Buddhism has since its very beginning guided its practitioners to realize the most radical form of inclusivity—the realization that all beings, in all realms, no matter how depraved and deluded, can be free of suffering and delusion, and that we are not separate from any of them.
So the teachings of the Buddha tell us that there is no “other.” The basic vows we take as Buddhists remind us that there is no “other.” Yet we live in a world peopled by those who are subject to the deepest forms of alienation from their own natural wisdom, a world where whole communities see “others” who should be done away with, liquidated, eliminated, raped, ravaged, cut down, and gunned down.
When there is “other,” there is an Auschwitz, a caste of people we will not touch, a ravaged and raped woman, a clear-cut forest, an abused and abandoned child, a man behind bars, a village of old women whose men have all died in war, a fearful young conscript from Russia with a gun in his hand, Ukrainian civilians killed by bombs and rockets from the sky. Without “others” there are none of these things.
Peace transformation is realizing—and living—nonalienation from all beings on our earth. This is the realization of bodhisattvas as they ride on the waves of birth and death, working compassionately to relieve the suffering of all beings.
If we see we are not separate from others, then we not only share their awakening, we also share their suffering. I am not separate from the suffering of Ukrainians, but also I am not separate from the suffering of those who have attacked Ukraine. In the experience of nonseparation, I open, bear witness, and hold as much as I can with a strong back and soft front.
It is not so easy to realize this truth of interdependence, or “interbeing” as Thich Nhat Hanh called it. Many of us have not allowed ourselves to look deep inside to see and touch who we really are. Yet Buddhists and contemplatives of many traditions have long been guided to go within to discover the interconnectedness of all things and the peace that surpasses ideas and concepts. This peace is basic to all beings when they come home to a state of nonalienation. Because this wise peace is not complacent, nor is it restless, it nourishes courageous and compassionate action in the world.
Peace transformation is grounded in an experience of connection and radical intimacy with the world. It is about the realization that awakening is not an individual experience. It is liberation in our intimate relatedness with and through all beings.
Awakening, then, is ultimately social. Buddhists serve and awaken in and through relationships based in a deeply shared life, one that is dedicated to nonaggression and benefitting every being and thing on our planet.
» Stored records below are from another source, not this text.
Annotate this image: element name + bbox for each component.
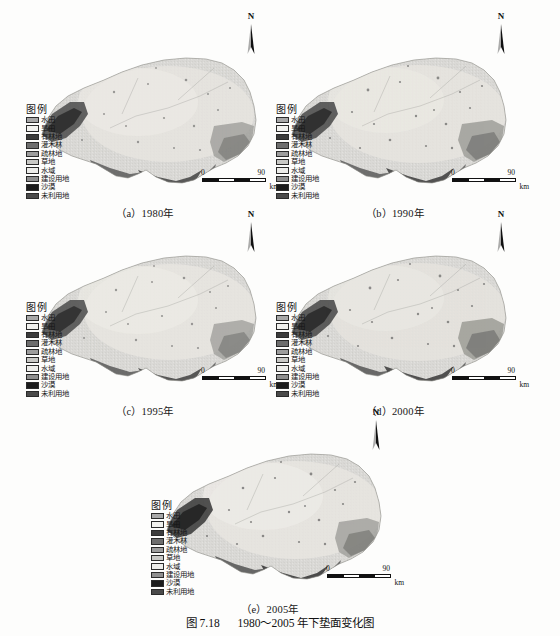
legend-swatch [151, 538, 164, 544]
legend-swatch [276, 184, 289, 190]
legend-rows: 水田旱田有林地灌木林疏林地草地水域建设用地沙漠未利用地 [26, 116, 69, 200]
legend-swatch [276, 323, 289, 329]
legend-swatch [26, 125, 39, 131]
legend-item-label: 水田 [166, 512, 180, 520]
scale-bar-numbers: 0 90 [327, 564, 391, 574]
north-arrow-label: N [373, 408, 380, 417]
north-arrow: N [365, 410, 387, 456]
map-panel-2005: N 0 90 km 图例 水田旱田有林地灌木林疏林地草地水域建设用地沙漠未利用 [143, 418, 397, 598]
north-arrow-label: N [498, 210, 505, 219]
legend-swatch [151, 580, 164, 586]
legend-item-label: 未利用地 [41, 192, 69, 200]
legend-swatch [26, 117, 39, 123]
legend-swatch [276, 193, 289, 199]
scale-bar-min: 0 [201, 366, 205, 376]
map-panel-1990: N 0 90 km 图例 水田旱田有林地灌木林疏林地草地水域建设用地沙漠未利用 [268, 22, 522, 202]
legend-swatch [276, 349, 289, 355]
legend-title: 图例 [276, 302, 319, 313]
legend-item: 未利用地 [26, 390, 69, 398]
legend-swatch [26, 167, 39, 173]
north-arrow-label: N [498, 12, 505, 21]
scale-bar: 0 90 km [452, 168, 516, 182]
legend-swatch [26, 134, 39, 140]
scale-bar-unit: km [394, 578, 404, 587]
map-panel-2000: N 0 90 km 图例 水田旱田有林地灌木林疏林地草地水域建设用地沙漠未利用 [268, 220, 522, 400]
scale-bar-track [202, 376, 266, 380]
north-arrow-glyph [490, 24, 512, 58]
panel-caption: （a）1980年 [18, 205, 272, 220]
legend-swatch [276, 151, 289, 157]
scale-bar-max: 90 [383, 564, 391, 574]
legend-swatch [26, 142, 39, 148]
legend-item-label: 草地 [41, 158, 55, 166]
legend-swatch [151, 521, 164, 527]
legend-swatch [26, 357, 39, 363]
legend-rows: 水田旱田有林地灌木林疏林地草地水域建设用地沙漠未利用地 [276, 314, 319, 398]
legend-item-label: 未利用地 [291, 390, 319, 398]
figure-page: N 0 90 km 图例 水田旱田有林地灌木林疏林 [0, 0, 560, 636]
legend-swatch [26, 323, 39, 329]
legend-swatch [276, 315, 289, 321]
scale-bar-min: 0 [451, 168, 455, 178]
legend-swatch [276, 357, 289, 363]
legend-swatch [26, 391, 39, 397]
map-legend: 图例 水田旱田有林地灌木林疏林地草地水域建设用地沙漠未利用地 [276, 104, 319, 200]
legend-item: 未利用地 [276, 192, 319, 200]
north-arrow: N [240, 14, 262, 60]
scale-bar: 0 90 km [202, 366, 266, 380]
legend-swatch [26, 184, 39, 190]
legend-swatch [26, 340, 39, 346]
map-panel-1980: N 0 90 km 图例 水田旱田有林地灌木林疏林 [18, 22, 272, 202]
legend-title: 图例 [26, 302, 69, 313]
legend-title: 图例 [276, 104, 319, 115]
north-arrow: N [490, 14, 512, 60]
figure-title: 1980～2005 年下垫面变化图 [237, 617, 374, 629]
legend-swatch [26, 176, 39, 182]
legend-item-label: 水田 [291, 116, 305, 124]
figure-grid: N 0 90 km 图例 水田旱田有林地灌木林疏林 [0, 0, 560, 636]
legend-item-label: 草地 [166, 554, 180, 562]
legend-swatch [276, 167, 289, 173]
legend-swatch [276, 117, 289, 123]
map-legend: 图例 水田旱田有林地灌木林疏林地草地水域建设用地沙漠未利用地 [26, 302, 69, 398]
legend-swatch [276, 382, 289, 388]
map-legend: 图例 水田旱田有林地灌木林疏林地草地水域建设用地沙漠未利用地 [26, 104, 69, 200]
legend-item-label: 水田 [41, 116, 55, 124]
legend-swatch [151, 547, 164, 553]
legend-rows: 水田旱田有林地灌木林疏林地草地水域建设用地沙漠未利用地 [151, 512, 194, 596]
legend-swatch [151, 530, 164, 536]
scale-bar-max: 90 [508, 366, 516, 376]
legend-swatch [276, 134, 289, 140]
legend-swatch [26, 151, 39, 157]
legend-item: 未利用地 [151, 588, 194, 596]
legend-swatch [151, 572, 164, 578]
scale-bar-min: 0 [451, 366, 455, 376]
scale-bar-numbers: 0 90 [452, 366, 516, 376]
legend-swatch [276, 142, 289, 148]
legend-swatch [276, 176, 289, 182]
north-arrow: N [490, 212, 512, 258]
scale-bar-min: 0 [201, 168, 205, 178]
scale-bar: 0 90 km [202, 168, 266, 182]
legend-swatch [151, 563, 164, 569]
legend-item-label: 草地 [291, 158, 305, 166]
legend-item-label: 未利用地 [41, 390, 69, 398]
scale-bar-max: 90 [258, 366, 266, 376]
panel-caption: （d）2000年 [268, 403, 522, 418]
scale-bar-max: 90 [258, 168, 266, 178]
legend-swatch [26, 315, 39, 321]
legend-item: 未利用地 [26, 192, 69, 200]
legend-rows: 水田旱田有林地灌木林疏林地草地水域建设用地沙漠未利用地 [26, 314, 69, 398]
legend-swatch [276, 159, 289, 165]
legend-swatch [26, 349, 39, 355]
scale-bar: 0 90 km [452, 366, 516, 380]
legend-swatch [26, 159, 39, 165]
panel-caption: （c）1995年 [18, 403, 272, 418]
legend-swatch [26, 332, 39, 338]
legend-item-label: 草地 [41, 356, 55, 364]
legend-swatch [151, 589, 164, 595]
legend-swatch [276, 340, 289, 346]
scale-bar-numbers: 0 90 [202, 168, 266, 178]
north-arrow-glyph [240, 24, 262, 58]
legend-swatch [26, 365, 39, 371]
We can nurture peace by transforming our own lives. At the same time, we must reach out courageously to where the suffering is most acute, sending our voice, taking a stand, and making peace by strengthening values, views, and behaviors that are based in the great treasures of compassion and wisdom. We must work actively for nonviolence toward all, and for deep and true dialogue that respects differences and plurality. And we must take our own responsibility. We have to ask: what is our part, and our country’s part, in feeding the demons of hatred and aggression?
As Buddhists, we share an aspiration to awaken from our own confusion, greed, and anger in order to free others from suffering. The bodhisattva vows at the heart of the Mahayana tradition are a powerful expression of what I call “wise hope,” of hope against all the odds. This is the kind of hope that is victorious over fear and hopelessness. For how else could we chant the impossible aspiration:
Creations are numberless,
I vow to free them.
Delusions are inexhaustible,
I vow to transform them.
Reality is boundless,
I vow to perceive it.
The awakened way is unsurpassable,
I vow to embody it.
Now, more than at any other time in our lives, may we realize these vows in word and deed.